▸ Problem requirements: Once the line containing "Identify the location of Tax." is found, please copy it and all lines after it through the end of the records, exactly, leaving out pictures.

▸ The data:
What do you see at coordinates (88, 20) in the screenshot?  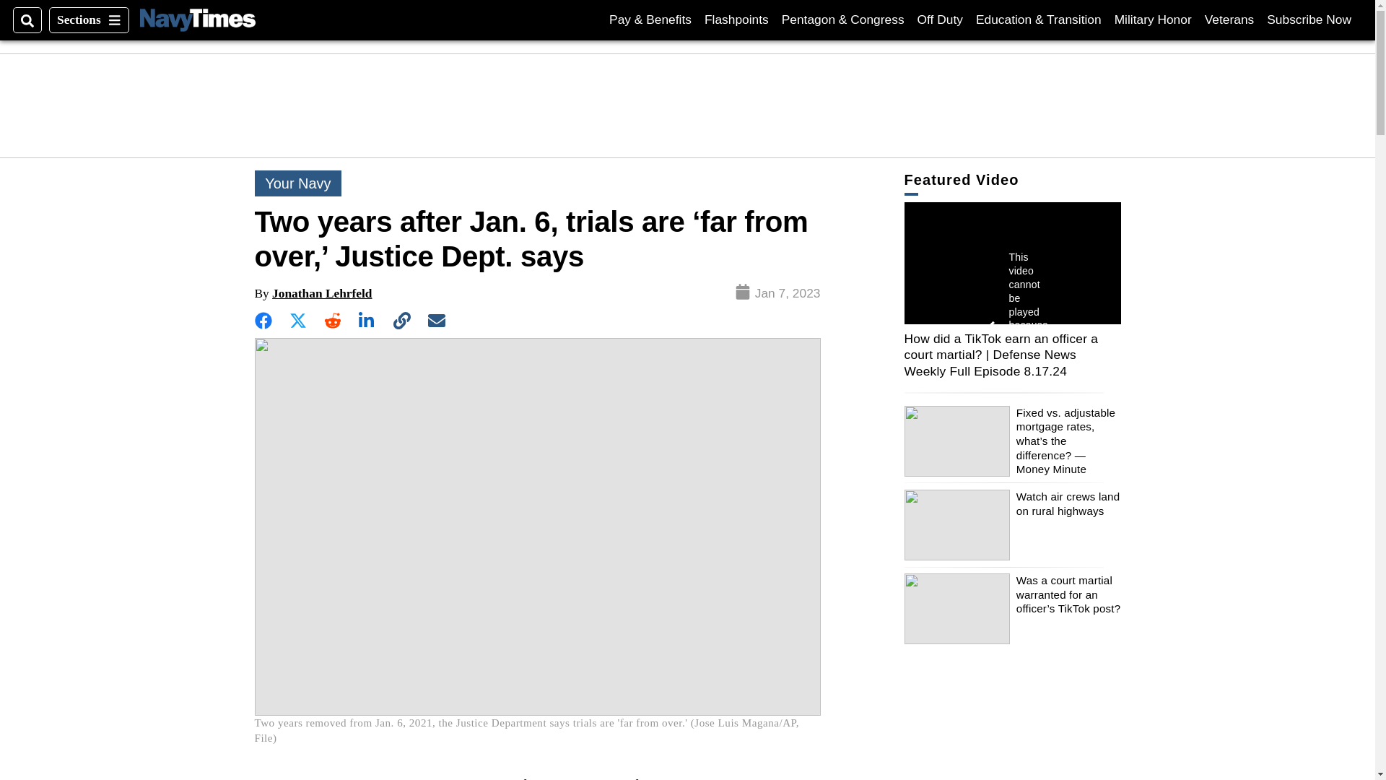 I see `Sections` at bounding box center [88, 20].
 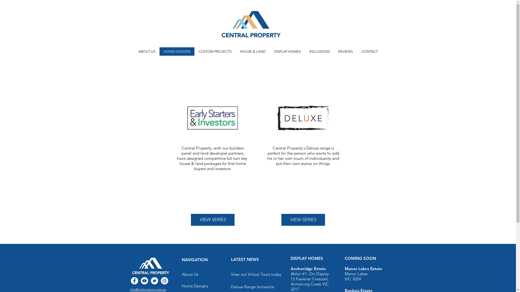 I want to click on ABOUT US, so click(x=147, y=51).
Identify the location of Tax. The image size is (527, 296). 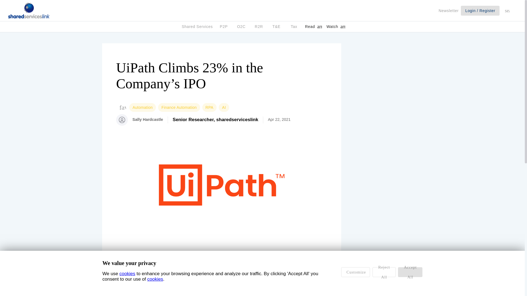
(294, 27).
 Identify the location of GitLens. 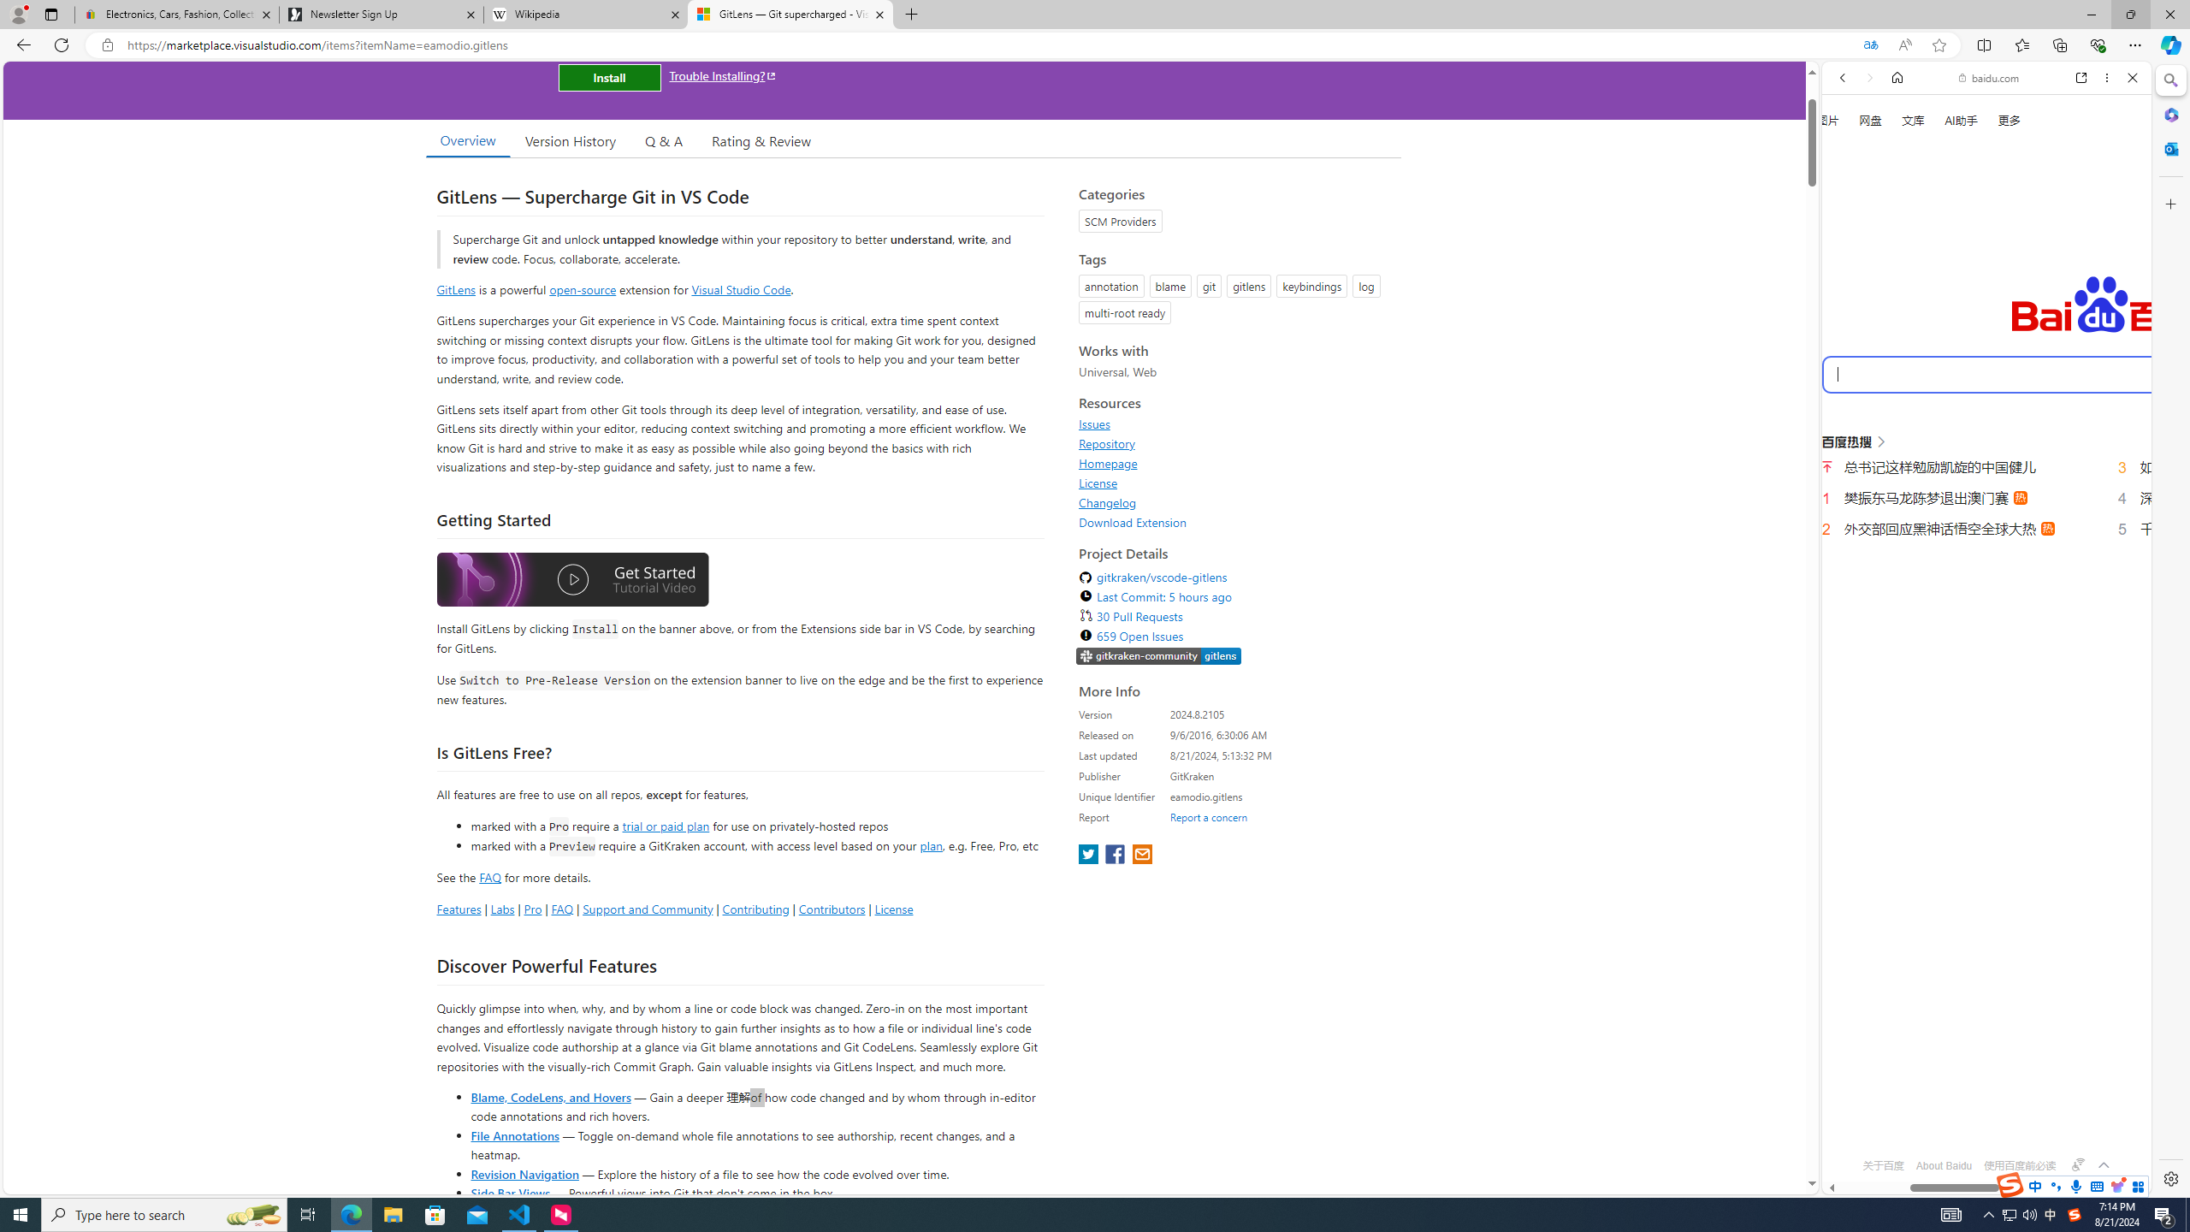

▸ Response area:
Identify the location of Tax. The image size is (527, 296). 
(294, 27).
 Identify the location of GitLens. 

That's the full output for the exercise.